The primary implication of streaming a film at home on your computer is to make watching a movie a less immersive experience. A computer screen is, clearly, much smaller than a cinema screen. And most living rooms are not equipped with a state-of-the-art surround sound system. Moreover, most homes could never match the isolation, aural and visual, of a movie theater; depending on your location, it’s almost impossible to shut out all light and noise from the outside. I, for example, live in a city on a fairly busy street, so even in the middle of the night streetlights and car sounds pollute my movie watching experience. The physical surface of the computer screen also differs from the cinema screen. Even the highest resolution, most HD movie on your computer will never be as textured or tactile as a real celluloid film reel projected on a giant screen in a movie theater. (Of course, most movie theaters no longer project film, but digital reproductions of film — digital reproductions being much easier and cheaper to move around — so watching a movie on your computer is much closer to watching a movie in a theater than it used to be.) One of the biggest issues presented by a computer is that its screen reflects light back to you, so that, unless you’re in total darkness — a possibility already ruled out by the conditions under which films are watched on a computer — your image and the image of whatever is behind you are reflected over whatever you’re watching. There are ways to mitigate this effect; most obviously, it’s best to watch films at night, or at least to reduce light sources as much as possible. If your schedule forces you to do most of your movie watching during the day, more makeshift methods, such as wearing dark clothes, may have to be adopted. I’m speaking from experience here.

Another implication of streaming a film on your computer at home is to put the viewer in control of the film he or she is watching. In other words, you can pause the film at any time and for any reason, and you can rewind the film or skip ahead. This also makes the experience less immersive, since, because the movie is under your control, you can at any time choose to disrupt your experience however you wish. Of course, this degree of control has been available since the invention of home movie viewing formats. However, watching a film on the Internet has further decreased the degree of immersion; not only are you able to stop the film whenever you wish, but since you are connected to the internet, all information about the film you’re watching is available to you at any moment. This, first of all, provides more reasons to interrupt the film. But it also increases the symbolic distance between you and the film you’re watching. Your experience is no longer purely filmic — you have one foot in the reality of the film, and one in actual reality. If, for example, you see an actor whom you vaguely recognize, you can pause the film, look it up on imdb, find the actor and go to his or her imdb page, and look at their filmography to see why you recognize them. This happened for me while watching Korczak; I recognized an actor with a small role in the film, so I paused it and looked him up to figure out that I’d also seen him in Krystoff Kieslowski’s White (1994). This in no way enhanced my experience of the film. Indeed, diversions like these, which have only become possible with the Internet, separate you from the film you’re watching, both by distracting you from it and by superimposing an added layer of reality — the reality of actors’ names, filming locations, production budgets, etc. — over the film itself, thereby undoing the work of the filmmaker and, in essence, disentangling yourself from the world of the film.

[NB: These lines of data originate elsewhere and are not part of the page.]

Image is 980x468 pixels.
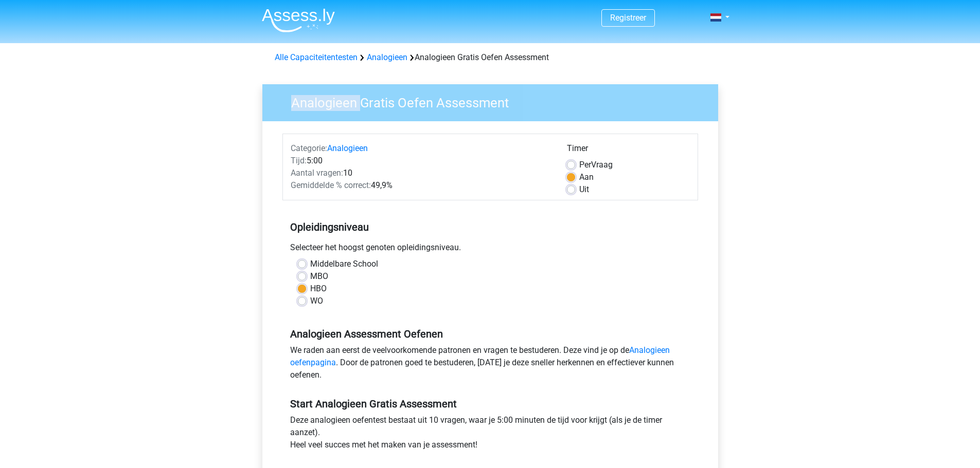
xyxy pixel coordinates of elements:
[275,52,357,62] a: Alle Capaciteitentesten
[283,344,698,385] div: We raden aan eerst de veelvoorkomende patronen en vragen te bestuderen. Deze vind je op de . Door...
[567,142,690,159] div: Timer
[610,13,646,22] a: Registreer
[327,144,368,153] a: Analogieen
[291,181,371,190] span: Gemiddelde % correct:
[310,258,378,271] label: Middelbare School
[367,52,407,62] a: Analogieen
[283,167,559,179] div: 10
[291,156,307,165] span: Tijd:
[283,155,559,167] div: 5:00
[283,414,698,455] div: Deze analogieen oefentest bestaat uit 10 vragen, waar je 5:00 minuten de tijd voor krijgt (als je...
[283,179,559,192] div: 49,9%
[279,91,710,111] h3: Analogieen Gratis Oefen Assessment
[262,8,335,32] img: Assessly
[283,242,698,258] div: Selecteer het hoogst genoten opleidingsniveau.
[579,184,589,196] label: Uit
[579,171,594,184] label: Aan
[310,295,323,307] label: WO
[310,271,329,283] label: MBO
[579,160,591,169] span: Per
[291,144,327,153] span: Categorie:
[290,398,690,410] h5: Start Analogieen Gratis Assessment
[310,283,327,295] label: HBO
[579,159,613,171] label: Vraag
[290,217,690,238] h5: Opleidingsniveau
[291,168,343,178] span: Aantal vragen:
[290,328,690,340] h5: Analogieen Assessment Oefenen
[271,51,710,63] div: Analogieen Gratis Oefen Assessment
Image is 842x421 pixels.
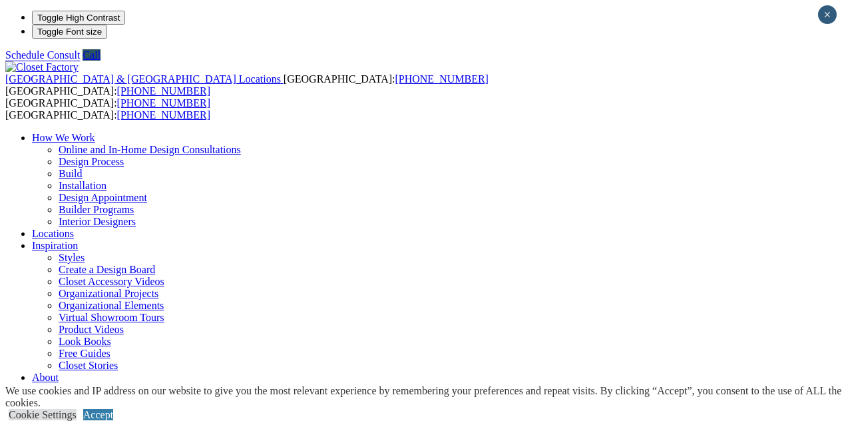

So we see that watching films on an online streaming service like MUBI is largely solitary, individualistic, and un-immersive. However, I think what makes MUBI important for film fans is the extent to which they resist this trend and strive towards a collective experience of film in the Internet age.

On each film’s page on MUBI, after a picture and description of the film, there is a selection of the most recent user ratings and reviews of the film. Other users can then like or comment on these reviews. This is about as accurate a replica of the movie theater experience as is possible online. In the absence of a group of strangers with which to watch a film, there is a group of strangers whose reaction to the film you can immediately see and interact with. In some ways this is even preferable to the traditional movie theater crowd because this group of strangers is more extensive and international than any normal film audience, meaning that the kind and number of people with whom you can discuss the films is greatly increased. Not to mention that you would be unlikely to discuss the film you just watched with the stranger sitting next to you in the movie theater. And since MUBI programs a specific group of films at the same time, a sense of community develops simply around the fact that all of MUBI’s users are watching the same films at the same time, which is not the case with any other streaming service.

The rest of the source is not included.